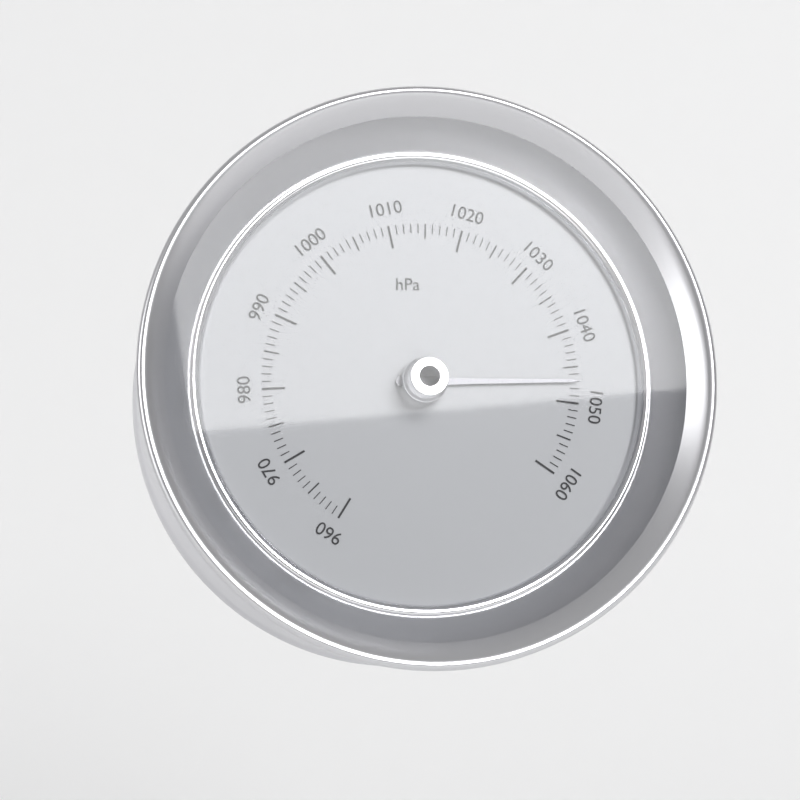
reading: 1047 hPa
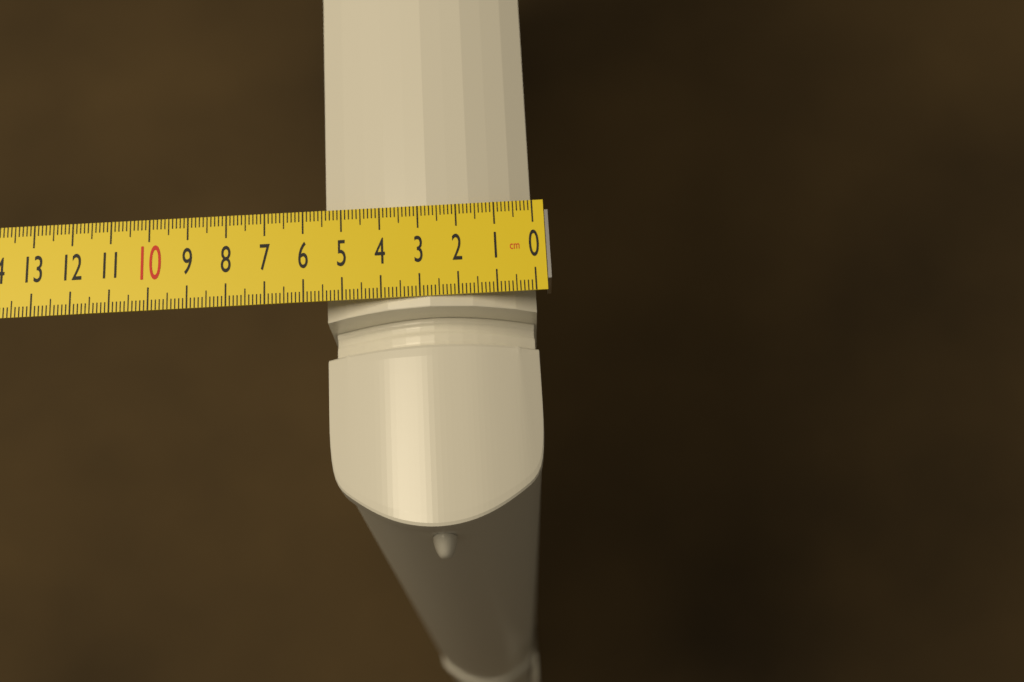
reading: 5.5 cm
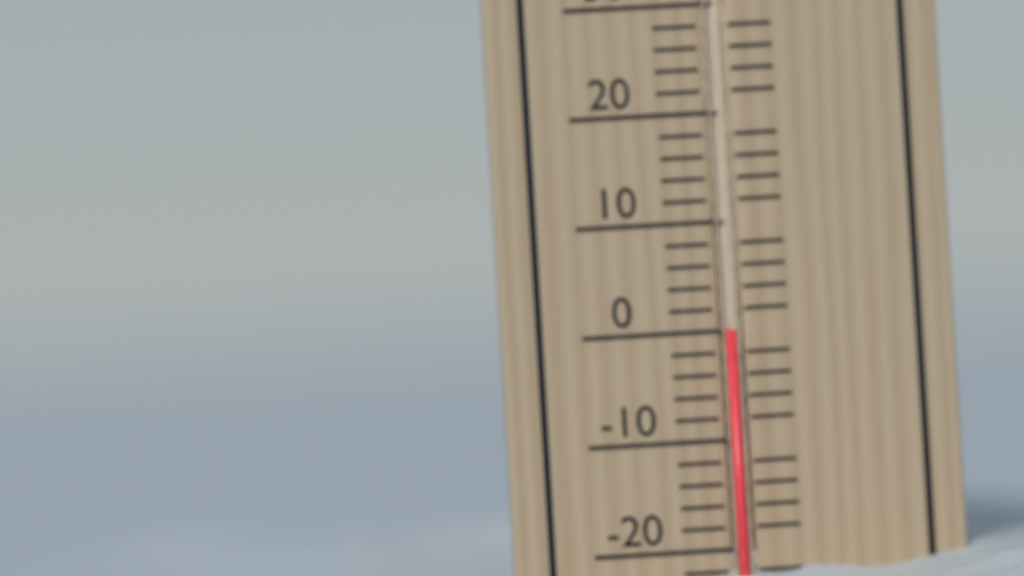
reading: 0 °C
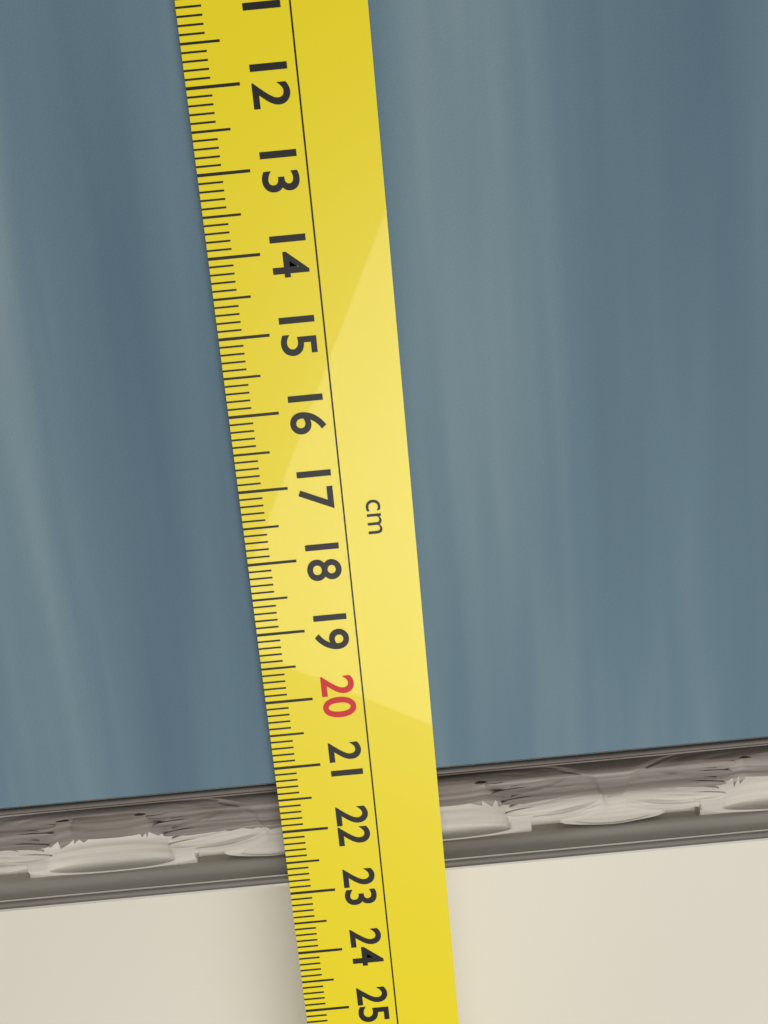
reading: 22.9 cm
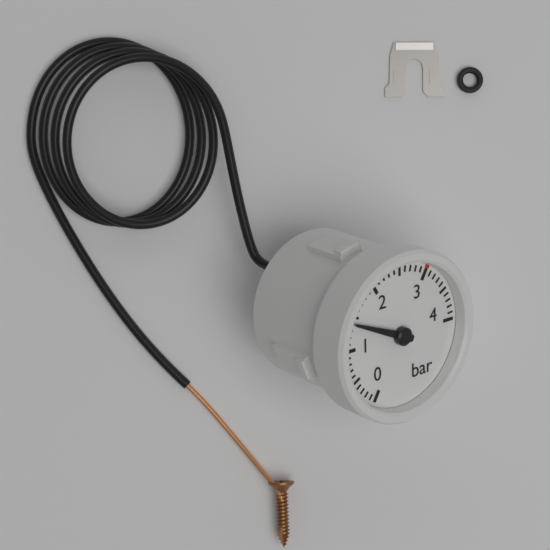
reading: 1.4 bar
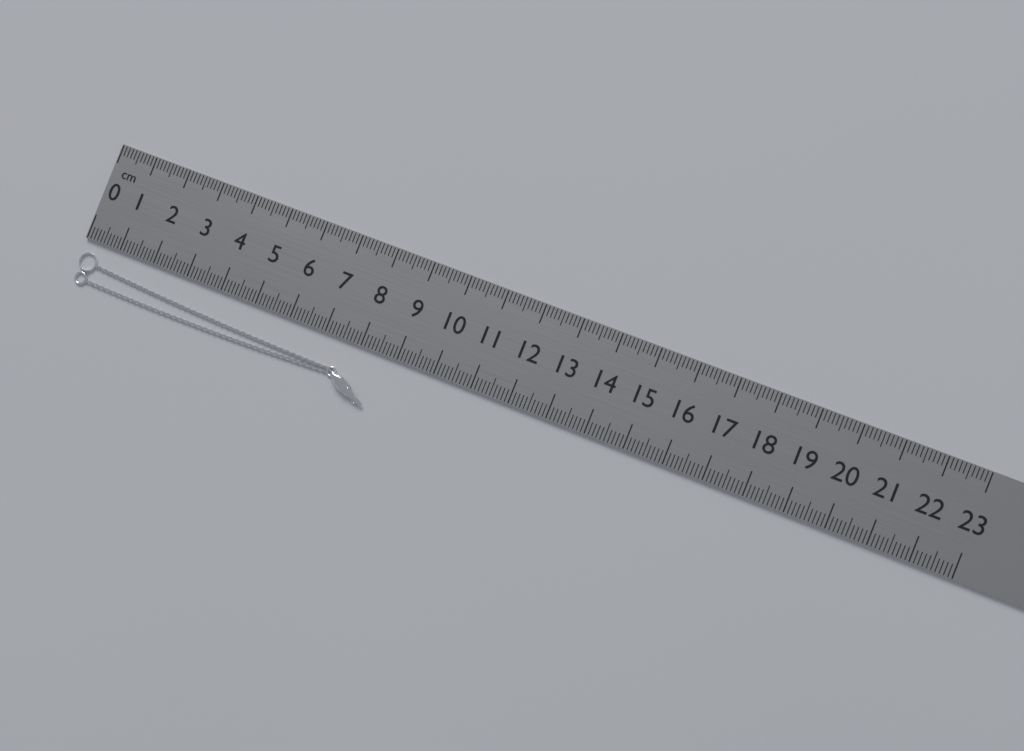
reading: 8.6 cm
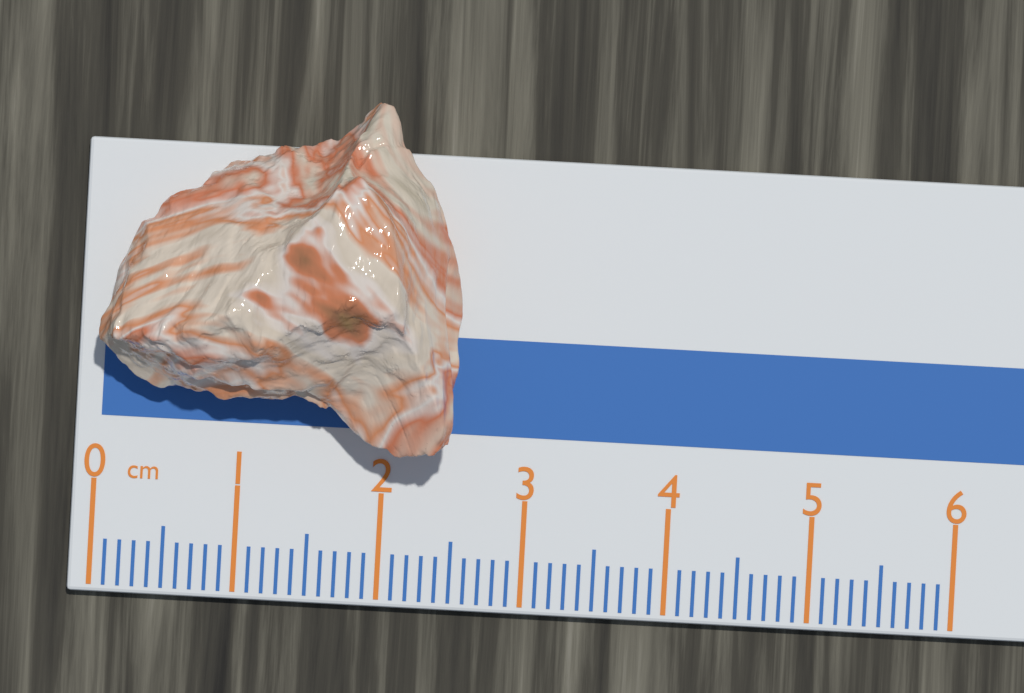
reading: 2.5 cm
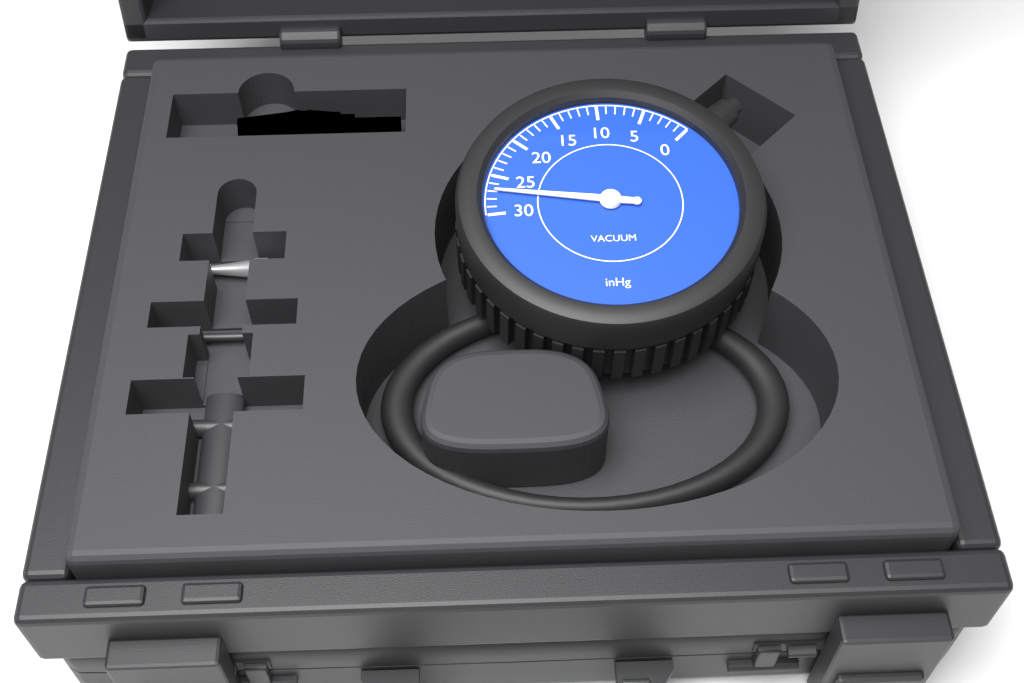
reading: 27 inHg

◆ **PROBLEM REQUIREMENTS**
Everything in the material except the pictures should be output verbatim.

◆ **REPLY TO THE TASK**
reading: 1047 hPa
reading: 5.5 cm
reading: 0 °C
reading: 22.9 cm
reading: 1.4 bar
reading: 8.6 cm
reading: 2.5 cm
reading: 27 inHg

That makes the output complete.